The MBTA just took delivery of about 40 HR double deck cab cars, with lots of teething pains. I can only presume, or hope, that the snowplow-like attachment is stronger than the ones in LA and FLA, as it would be used as a real snowplow.

Mr. Reid, Metrolink didn’t need new cab cars. It bought these because the previous ones were perceived as unsafe after one of the wrecks in the 2000s. The cheap thing to do would have been nothing.

In my look at the photo, if there is a “snowplow” attachment on this cab car it appears to be totally inadequate to keeping wreckage from under the car.

What is not mentioned is how the patents from The Budd Company (Philadelphia) and Bombardier have been ruthlessly re-engineered by rail builders in Japan and Korea. Without Federal protection, Budd was forced out of business; will Canada do better for Bombardier? Currently, the construction of inter-city passenger cars at Nippon Sharyo’s plant in Illinois are very delayed, and now do not meet safety crash requirements, as it is their initial venture beyond commuter bi-levels, which were quite obviously re-engineered from Budd’s patents.

Their appears to be a trend here, as the wreck several years of high-speed trains in China was a direct result of China’s re-engineering the signal system by Siemens.
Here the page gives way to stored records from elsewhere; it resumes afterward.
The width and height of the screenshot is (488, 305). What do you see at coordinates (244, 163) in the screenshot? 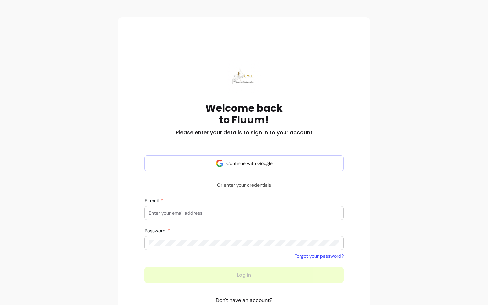
I see `button: Continue with Google` at bounding box center [244, 163]. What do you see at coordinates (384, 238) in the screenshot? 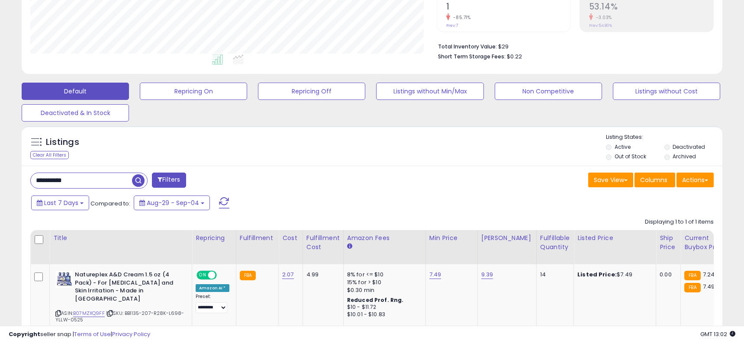
I see `div: Amazon Fees` at bounding box center [384, 238].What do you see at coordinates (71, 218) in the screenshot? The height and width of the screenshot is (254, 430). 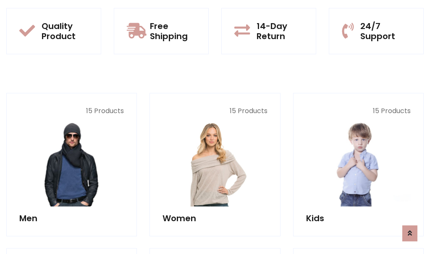 I see `h5: Men` at bounding box center [71, 218].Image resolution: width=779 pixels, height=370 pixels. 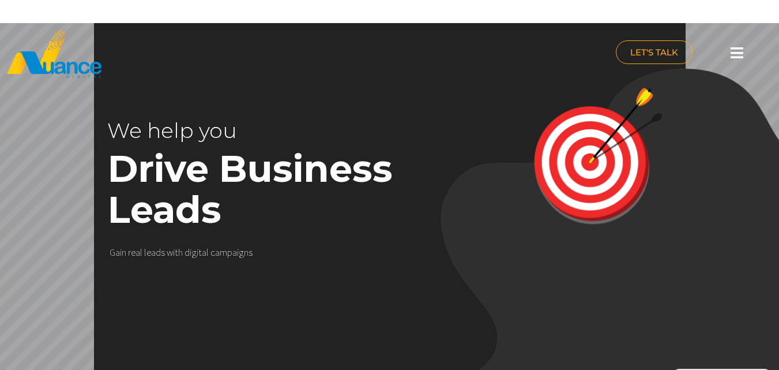 I want to click on div: w, so click(x=169, y=252).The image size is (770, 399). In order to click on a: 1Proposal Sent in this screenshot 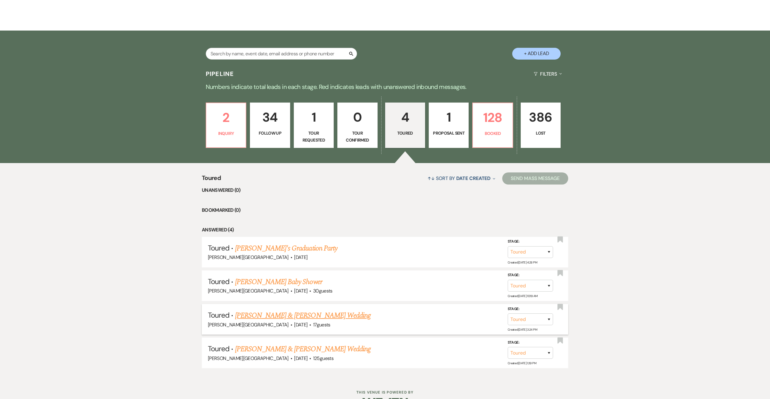, I will do `click(449, 125)`.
Now, as a consequence of all their re-engineering, we are witnessing China stepping up into the world market of high-speed rail, competing head-on with Japan. Given that scenario, one can only imagine what will happen to the long proven, but more expensive high-speed rail systems produced by France, Germany, and Canada.
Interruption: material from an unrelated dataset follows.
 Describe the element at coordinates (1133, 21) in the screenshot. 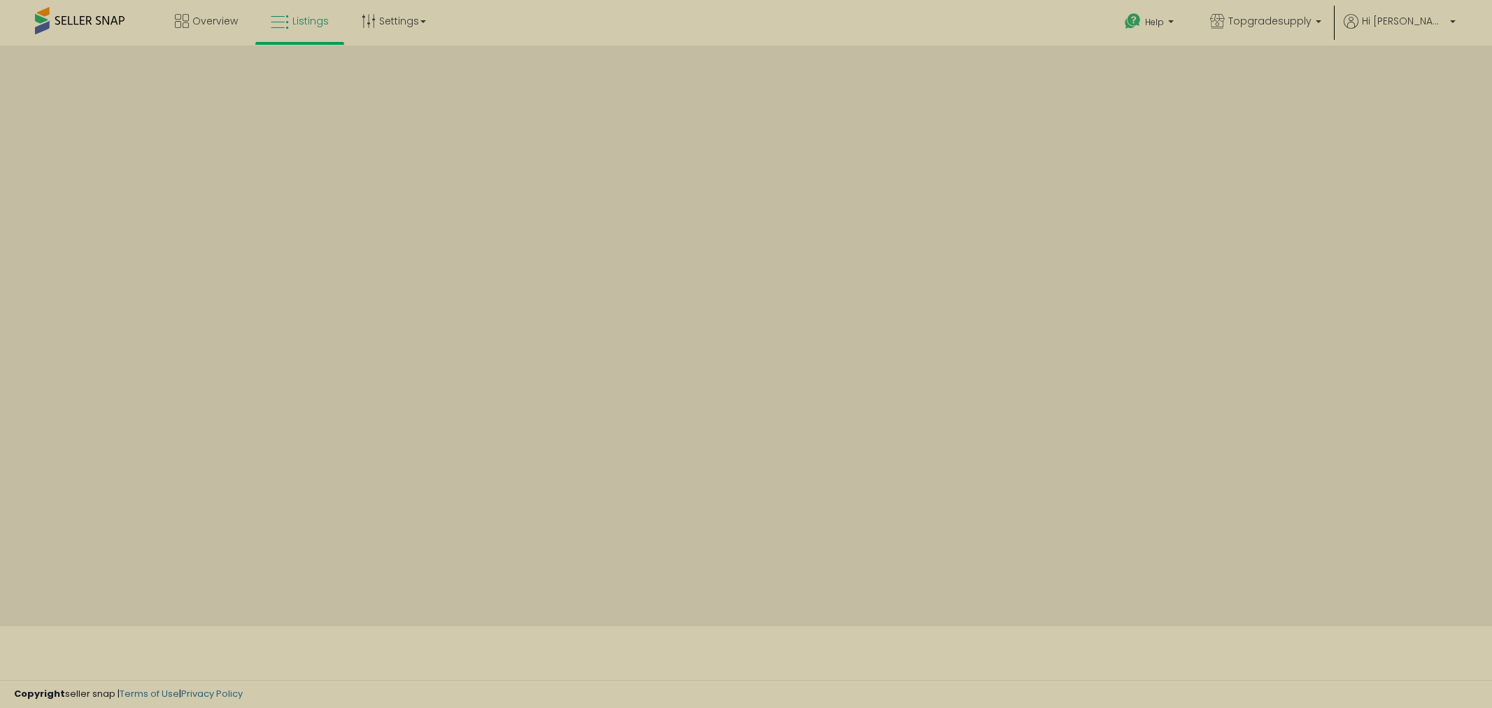

I see `i: Get Help` at that location.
To what extent do we even remember that the bi-level commuter car was an American design, produced for decades by Pullman, Budd, and St. Louis Car Company? The concept of push-pull was successfully devised by the former Chicago & North Western Railway using those American-built cars. A review of history will evidence no wrecks attributable to the design or construction of those cab cars built by those American firms. However, the concern over possible design flaws now is the end result of our inability at the Federal level to protect those patents.

There was definitely something seriously amiss when hitting a Ford F-450 (certainly bigger and heavier than a pickup) and trailer caused a derailment and caused the death of the engineer. Had there been a locomotive on the head of that train, it would have knocked the truck and trailer out of the way, and stayed on the track. The loco might have suffered some damage, but probably not enough to take it out of service. This is a really simple matter: if we are going to have push-pull on all these commuter lines, and on many of the Amtrak trains, those cab cars have to do a better job. Either that, or they put an engine on both ends of consists, and pull all the time.

They are finally getting smart

Bilevels were in use in France and other European countries as early as 1880. Bilevel coaches are not an American invention.

I am surprised at the level of problems with push pull bilevel cab cars elsewhere in the US. As Singer from Illinois noted in his comment, the Metra bilevel cab cars hold up really well in grade crossing accidents. Whatever Budd and Pullman did when they originally designed these cars in the 1950s, should be looked at and mandated for the newer designs. We simply don’t have these problems here even though we have lots of grade crossings and collisions.